Event | Festival

June 9, 2024, 1:30 pm - June 9, 2024, 3:00 pm

Day 4: Sunday 9th June 2024 – Celebration Day – Walk – Manchester’s ‘American Connections’

A tour of Manchester's cultural ties with America. Including notable Americans who visited from the late-18th to the mid-20th centuries, Benjamin Franklin, Malcolm X, and more!

Lincoln Square, Brazennose Street, Manchester , M2 5LN

1.30pm – 4pm (appx): Manchester’s ‘American Connections’ Historical Walking Tour   Start: Lincoln Square, Brazennose Street, Manchester M2 5LN  

End: University of Manchester (appx 4km)   

The ‘American Connections’ walking tour aims to offer a fresh cultural remapping of
Manchester.

FREE.

Let us know if you are coming. Book HERE:

The tour, led by Dr. Andrew Fearnley and UG students from American Studies, foregrounds a gallery of around twenty prominent or influential Americans who visited the city between the late-eighteenth and mid-twentieth centuries, including the intellectual and diplomat Benjamin Franklin; abolitionists such as Frederick Douglass and Sarah Parker Remond; musicians from the Fisk Jubilee Singers to Paul Robeson and Bob Dylan; popular entertainment shows including Buffalo Bill’s Wild West Tour, and the Chicago White Sox; and civil rights leaders such as WEB Du Bois and Malcolm X.

These figures were led here by diverse cause, their stays of variable length, and what they remembered about their time mixed. Collectively such troubadours, and the locations where they spoke, sang, or stayed, frame a period when Manchester’s connections to the US were densest.

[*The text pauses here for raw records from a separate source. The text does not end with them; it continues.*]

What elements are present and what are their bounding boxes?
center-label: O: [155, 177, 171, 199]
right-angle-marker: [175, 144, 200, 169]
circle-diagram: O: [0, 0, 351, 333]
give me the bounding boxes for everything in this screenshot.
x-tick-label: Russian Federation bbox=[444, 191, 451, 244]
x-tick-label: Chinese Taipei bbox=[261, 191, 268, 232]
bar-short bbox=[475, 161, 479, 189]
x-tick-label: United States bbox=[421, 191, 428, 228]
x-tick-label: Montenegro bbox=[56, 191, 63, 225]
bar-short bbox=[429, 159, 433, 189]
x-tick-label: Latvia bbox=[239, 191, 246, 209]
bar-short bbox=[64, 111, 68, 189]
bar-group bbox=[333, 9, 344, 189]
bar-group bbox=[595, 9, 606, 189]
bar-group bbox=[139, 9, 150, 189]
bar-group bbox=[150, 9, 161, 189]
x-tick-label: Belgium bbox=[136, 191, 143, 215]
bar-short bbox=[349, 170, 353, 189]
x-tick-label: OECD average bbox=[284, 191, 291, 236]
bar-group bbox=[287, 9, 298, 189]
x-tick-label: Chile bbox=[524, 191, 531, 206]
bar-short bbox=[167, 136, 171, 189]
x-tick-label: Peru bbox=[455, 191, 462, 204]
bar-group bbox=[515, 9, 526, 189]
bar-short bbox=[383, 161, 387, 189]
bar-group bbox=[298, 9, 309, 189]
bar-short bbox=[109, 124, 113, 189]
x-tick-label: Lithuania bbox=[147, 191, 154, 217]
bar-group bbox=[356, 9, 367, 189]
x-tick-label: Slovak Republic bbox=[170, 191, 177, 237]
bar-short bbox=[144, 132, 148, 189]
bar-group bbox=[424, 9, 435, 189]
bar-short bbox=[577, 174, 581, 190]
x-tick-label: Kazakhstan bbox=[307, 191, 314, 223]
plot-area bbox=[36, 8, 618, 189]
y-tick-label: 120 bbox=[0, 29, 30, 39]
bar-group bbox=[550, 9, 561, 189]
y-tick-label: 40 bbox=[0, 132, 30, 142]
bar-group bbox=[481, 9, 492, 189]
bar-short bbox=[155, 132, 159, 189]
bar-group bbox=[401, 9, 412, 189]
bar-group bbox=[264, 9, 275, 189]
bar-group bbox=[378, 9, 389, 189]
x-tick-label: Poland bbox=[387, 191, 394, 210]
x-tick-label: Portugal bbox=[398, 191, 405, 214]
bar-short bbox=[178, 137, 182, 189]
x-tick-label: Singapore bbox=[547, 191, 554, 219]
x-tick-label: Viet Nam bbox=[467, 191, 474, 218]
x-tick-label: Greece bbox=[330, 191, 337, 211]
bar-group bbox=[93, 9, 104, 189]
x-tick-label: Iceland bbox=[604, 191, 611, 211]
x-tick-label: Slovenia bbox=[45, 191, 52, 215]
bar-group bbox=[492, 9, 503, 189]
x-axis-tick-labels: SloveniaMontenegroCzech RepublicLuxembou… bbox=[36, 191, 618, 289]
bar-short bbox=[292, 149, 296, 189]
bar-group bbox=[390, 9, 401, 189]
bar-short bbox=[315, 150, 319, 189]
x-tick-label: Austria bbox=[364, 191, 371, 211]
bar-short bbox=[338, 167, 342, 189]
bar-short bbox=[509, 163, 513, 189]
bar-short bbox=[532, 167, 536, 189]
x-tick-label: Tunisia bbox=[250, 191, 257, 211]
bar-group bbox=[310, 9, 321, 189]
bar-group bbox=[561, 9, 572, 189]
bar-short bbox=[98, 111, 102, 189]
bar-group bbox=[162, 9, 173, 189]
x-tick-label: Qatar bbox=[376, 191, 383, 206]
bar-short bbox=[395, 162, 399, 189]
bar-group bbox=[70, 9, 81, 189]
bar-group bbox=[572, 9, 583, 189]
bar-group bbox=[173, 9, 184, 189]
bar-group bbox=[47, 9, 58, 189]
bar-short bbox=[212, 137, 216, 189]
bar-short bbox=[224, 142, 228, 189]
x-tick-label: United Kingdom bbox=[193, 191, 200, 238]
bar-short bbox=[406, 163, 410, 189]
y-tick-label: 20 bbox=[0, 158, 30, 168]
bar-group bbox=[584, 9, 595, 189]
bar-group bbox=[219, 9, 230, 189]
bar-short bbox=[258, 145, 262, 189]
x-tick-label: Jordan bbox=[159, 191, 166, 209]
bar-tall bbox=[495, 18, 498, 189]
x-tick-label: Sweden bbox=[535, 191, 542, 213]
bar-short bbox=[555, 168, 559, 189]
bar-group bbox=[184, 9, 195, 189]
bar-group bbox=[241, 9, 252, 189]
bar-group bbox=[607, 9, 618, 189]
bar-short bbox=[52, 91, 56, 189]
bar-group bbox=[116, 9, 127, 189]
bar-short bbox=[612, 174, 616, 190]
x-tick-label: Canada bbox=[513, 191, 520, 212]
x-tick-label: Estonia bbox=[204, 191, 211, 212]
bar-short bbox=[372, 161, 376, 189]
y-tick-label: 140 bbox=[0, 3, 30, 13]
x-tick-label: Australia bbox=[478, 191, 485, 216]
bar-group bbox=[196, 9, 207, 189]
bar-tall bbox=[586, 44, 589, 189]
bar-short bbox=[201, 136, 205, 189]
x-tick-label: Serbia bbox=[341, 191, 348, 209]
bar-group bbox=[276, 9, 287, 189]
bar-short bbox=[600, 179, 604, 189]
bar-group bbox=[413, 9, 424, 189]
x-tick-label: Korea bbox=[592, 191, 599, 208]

The tour will last about 2.5 hours (including a brief stop for refreshments) and cover around 4km of the city centre. It starts at Lincoln Square, before proceeding to St Ann’s Square, the Town Hall, St. Peter’s Square, and then along Oxford Road ending up at The University of Manchester to catch Manchester Histories Festival events.

As well as emphasizing the overlapping, sometimes surprising, and relational nature of these transatlantic connections, the tour will offer new ways to contemplate Manchester’s place in wider patterns of trade, political debate, and cultural exchange.